Based on the Stephen King novel, the production runs through November 2 in Lowell

By: Oct. 24, 2025
Review: MISERY is Anything But at Merrimack Repertory Theatre  Image

Whether indie films like “Waitress,” coming-of-age dramas like “The Outsiders,” or comedies like “Beetlejuice,” film-to-stage adaptations most often take the form of Broadway musicals, including Hollywood classics such as “Sweet Smell of Success,” “Days of Wine and Roses,” and more.

There aren’t any song-and-dance numbers in the William Goldman adaptation of his 1990 screenplay for the psychological thriller “Misery,” however. Instead, it’s a dramatic cat-and-mouse game based on Stephen King’s 1987 novel of the same name. The taut drama that made the movie a hit is captured in Goldman’s 2012 stage version, which led to the 2015 Broadway production and is currently being presented by Merrimack Repertory Theatre, in an attention worthy 47th-season opener, through November 2.

The story centers on a fraught encounter between New York novelist Paul Sheldon, whose bestselling book series featuring the titular heroine Misery Chastain has earned him considerable success, and a self-proclaimed “number one fan,” Annie Wilkes. They meet when the off-kilter Annie rescues the author from a debilitating automobile accident during a Colorado blizzard, beginning a harrowing new chapter in his life.

The film version, directed by Rob Reiner, starred Kathy Bates as Annie in a haunting performance that won Bates the Academy Award for Best Actress and kickstarted her movie career, and James Caan as Paul. Laurie Metcalf and Bruce Willis assumed the roles in the 2015 Broadway production.

Mindful that Bates and, to a lesser degree, Metcalf would be hard acts to follow, director Coutney Sale, MRT’s executive artistic director, has wisely cast Karen MacDonald as Wilkes. A founding company member of the American Repertory Theater, where she appeared in 73 productions, the versatile MacDonald is an actor virtually without peer in greater Boston.
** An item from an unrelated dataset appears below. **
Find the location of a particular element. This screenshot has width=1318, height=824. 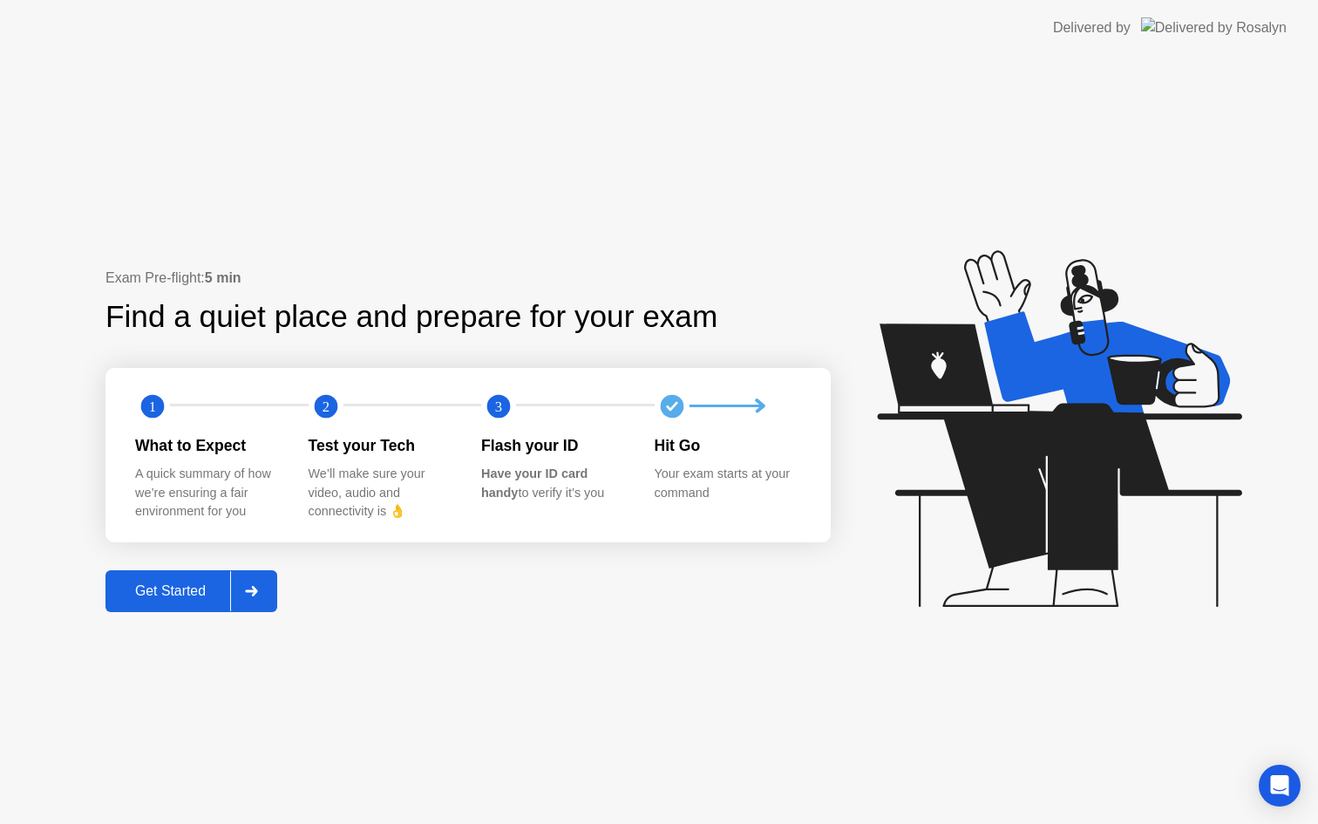

div: Your exam starts at your command is located at coordinates (727, 483).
Under the pulse-raising direction of Sale, that status is being affirmed once again by MacDonald’s performance as an unspooled mountain woman who begins to come fully off the bobbin when she learns that her favorite author plans to kill off her favorite character, Misery. Intent on forcing Paul to do a rewrite, she fusses over and then fumes at him in her remote home, their relationship becoming more charged with each moment. MacDonald’s high-dudgeon Annie is something to watch – and, for anyone who gets in her way, someone to fear.

As Annie’s hobbled houseguest-turned-captive, Tom Coiner is a formidable Paul. Even bedridden, he’s a match for Annie. While, unlike Caan and Willis, Coiner lacks the seductive aura that Paul usually puts to his advantage with Annie. He does, however, have his character’s customary survival instincts, evidenced as he struggles to navigate his wheelchair around Ryan Bates’s authentic-looking set – which comes complete with a vintage Smith-Corona manual typewriter, and is enhanced by Brian Lilienthal’s mood-setting lighting design.

Christopher Centinaro also makes an impression in his small role as Buster, a law enforcement officer staggered by his encounter with Annie. Buster's uniform aside, the actors are not especially well served by Costume Designer Yao Chen. Indeed, the jeans and oversized flannel shirts Chen puts on MacDonald telegraph Annie’s crazy quotient too soon in the story, undercutting the character’s brief but affecting moments of offbeat folksiness.

Fight director Ted Hewlett adds considerably to the production’s fear factor with some scarily realistic showdowns – and, yes, they do involve the familiar mallet-wielding moment. David Remedios’ sound design not only augments the atmosphere of the play but also includes audio snippets of Annie’s favorite performer, Liberace, singing, what else, her favorite love songs.

And any audience members needing to release some post-show tension should linger as they leave, because Remedios has queued up a perfectly chosen exit song, courtesy of Peter Gabriel.

Photo caption: Tom Coiner and Karen MacDonald in a scene from the Merrimack Repertory Theatre production of “Misery.” Photo credit: Meg Moore, MegPix.